David and Henry were dealing with a bureaucracy, and for their next meeting they were asked to move to another room. The pitiful room that passed for a visiting area was filthy and stiflingly hot. Amy Gao, who ten days ago had looked so snappy in her suit at the banquet at the Beijing Hotel, now wore a dirty prison uniform. She had not been allowed to bathe, wash her hair, or brush her teeth since her confinement.
Like Jimmy, she kept quiet at first. But as David peppered her with questions, he could see her mind begin to work. David, a prosecutor, had seen that look a hundred times before. If Amy gave them information, what could she get in return?
“What do you want?” David asked when Amy finally revealed her thoughts.
“What do you think they’d be willing to give?”
“In China, as it is in the U.S., a lot depends on what you tell us…”
It was the thinnest shred of hope, but the desperation with which Amy grabbed hold of it made him realize just how young and inexperienced she was. He almost felt sorry for her, almost, that is, until she opened her mouth. With no promises written or otherwise, she plunged into her story.
Jimmy had not driven the SUV that killed K
eith. Doug had been at the wheel; Amy had fired the warning shots. That David had been with Keith that evening was just an unlucky coincidence. The other women who’d disappeared from the factory had fallen under Jimmy Smith’s job description. What he did with them, Amy didn’t know. Pearl and Guy? She smiled when their names came up. “That was your son’s genius at work, Mr. Knight,” she said. They didn’t ask for more details. Had Sandy Newheart been a part of the conspiracy? No. “We were always working around him,” Amy explained. “He had his paperwork. We had ours.” Why had he been killed? Amy sighed. “That last day things got a little out of hand,” she admitted. Sandy Newheart simply had the misfortune of being in the wrong place at the wrong time.

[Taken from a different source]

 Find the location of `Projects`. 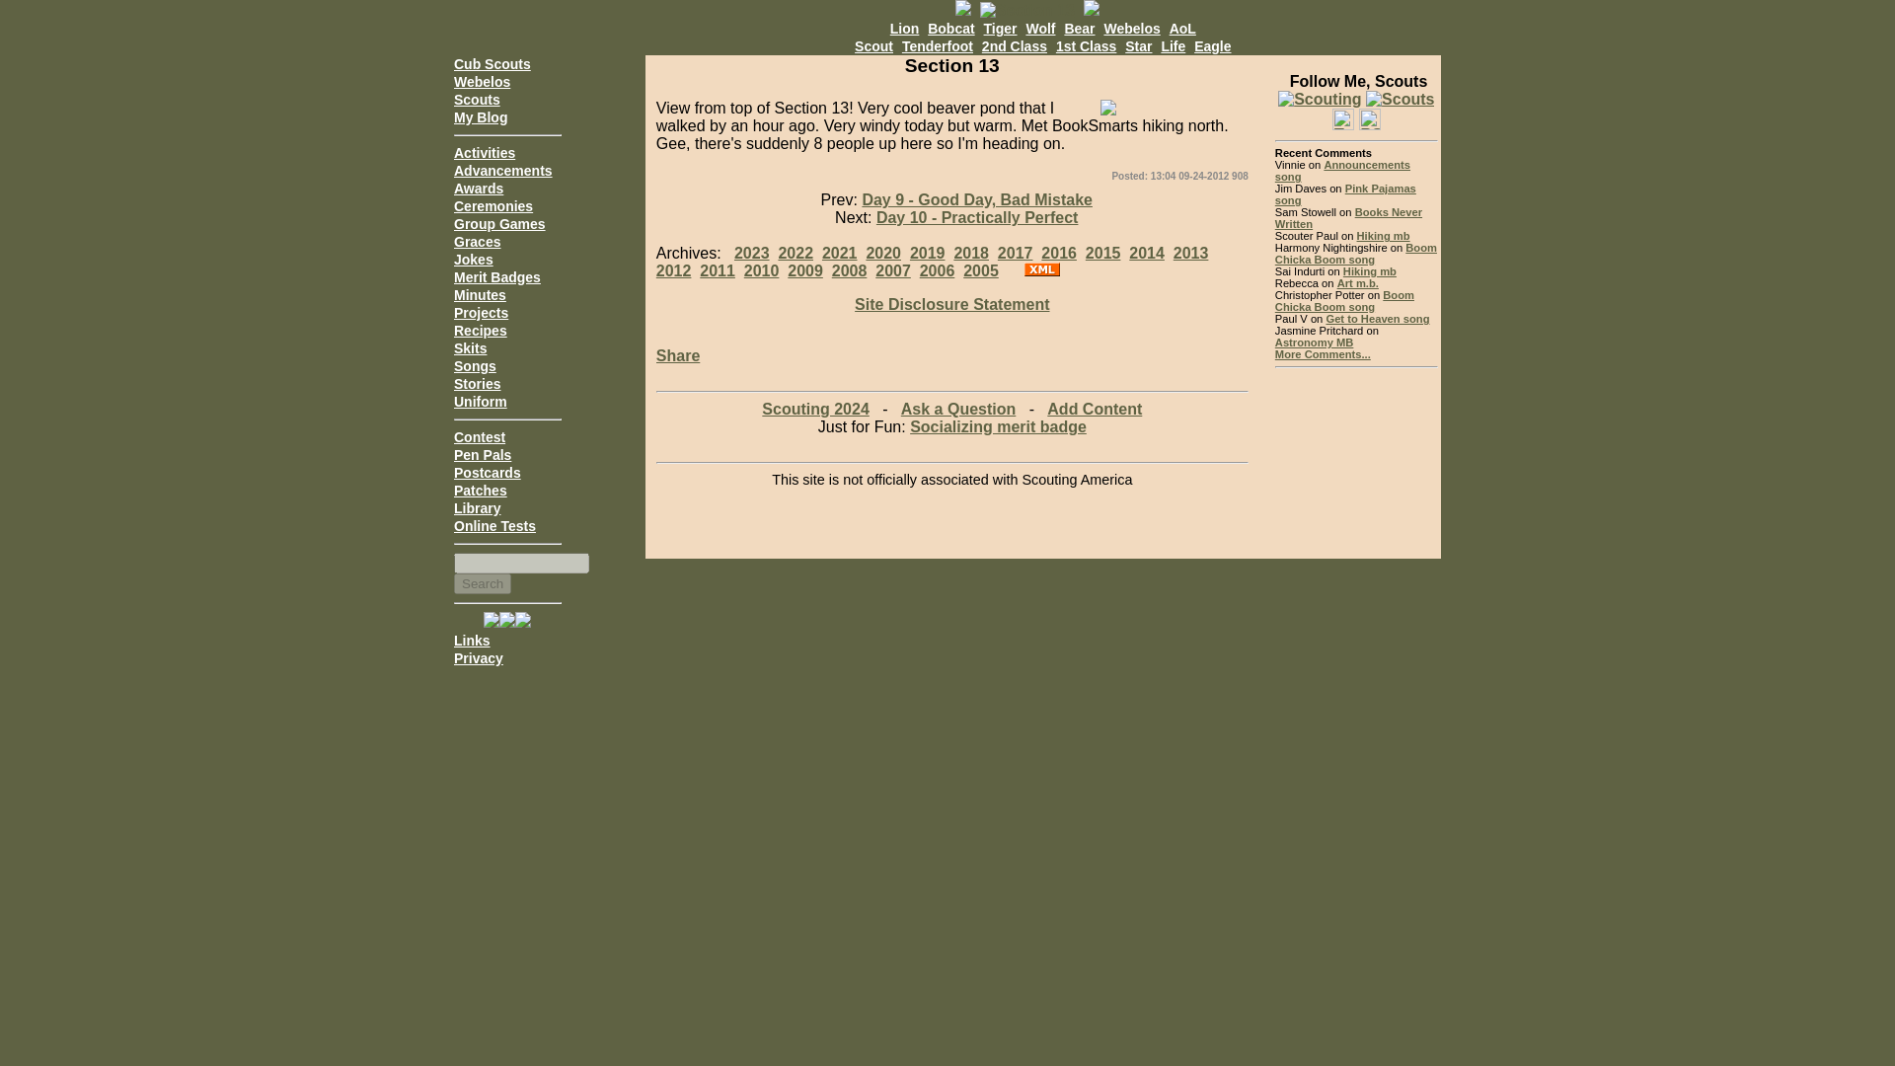

Projects is located at coordinates (481, 312).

“Who pulled the trigger?” Henry Knight asked.
“Let’s just say that someone didn’t think that through,” Amy said. Her remark, so boastful really, placed blame squarely on Doug.

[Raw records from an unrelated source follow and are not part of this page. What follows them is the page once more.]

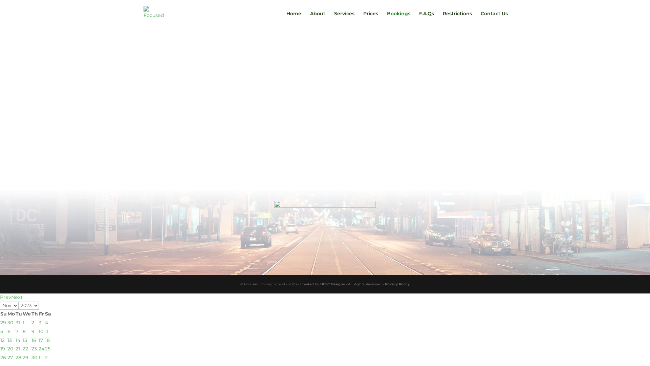 This screenshot has width=650, height=366. I want to click on 15, so click(25, 340).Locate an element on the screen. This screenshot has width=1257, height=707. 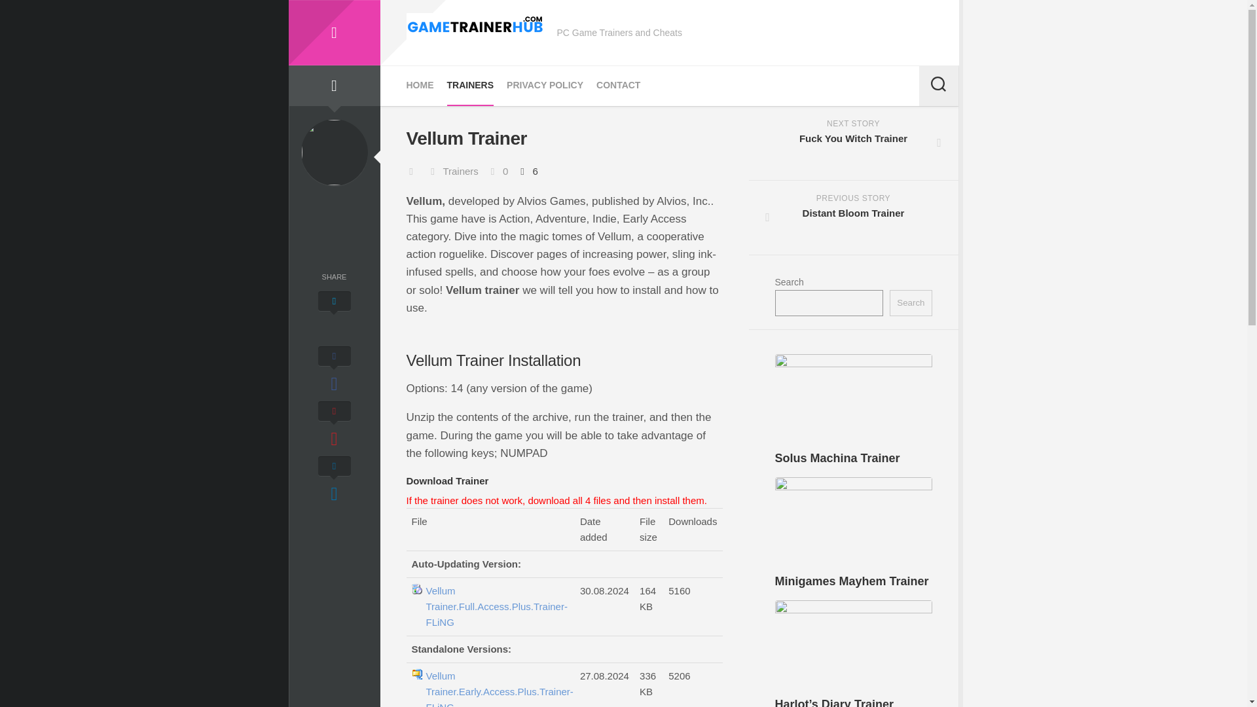
Vellum Trainer.Early.Access.Plus.12.Trainer-FLiNG is located at coordinates (854, 217).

“Did you get what you wanted?” David asked.
“Obviously not.” She smiled wistfully. “But I think you’re really asking me if the ends justified the means.”
“If that’s how you want to put it.”
“You in America and the West want us to be like you,” she said. “You believe that we should have democracy in your form. You believe we should be able to make money and spend it on consumer goods—your consumer goods. For centuries the West has wanted a piece of us. Sometimes you’ve gotten it. To me it comes down to exploitation. In the last century the British intoxicated us with opium, forced us to open our ports, and very nearly destroyed us. Now you want to come in here—into the very heart of China—and force your will upon us. You’re allowed to do your very worst, and your people look the other way.”
“I think you have it backwards,” David cut in. “What you were doing was criminal—”
“No, it was purely American.”
David looked at her aghast. This woman was either deluded or crazy.
“Can you show me one thing that we did that wasn’t done somewhere along the line in America’s rise to prominence?” she asked. “Look back at your history. Your growth was accomplished on the backs of slaves. You were able to finish your westward migration because of the work my countrymen did building the railroad. And you didn’t limit yourselves to people of—how do you so euphemistically call it?—people of color. No, you sent women and children into factories and into mines.”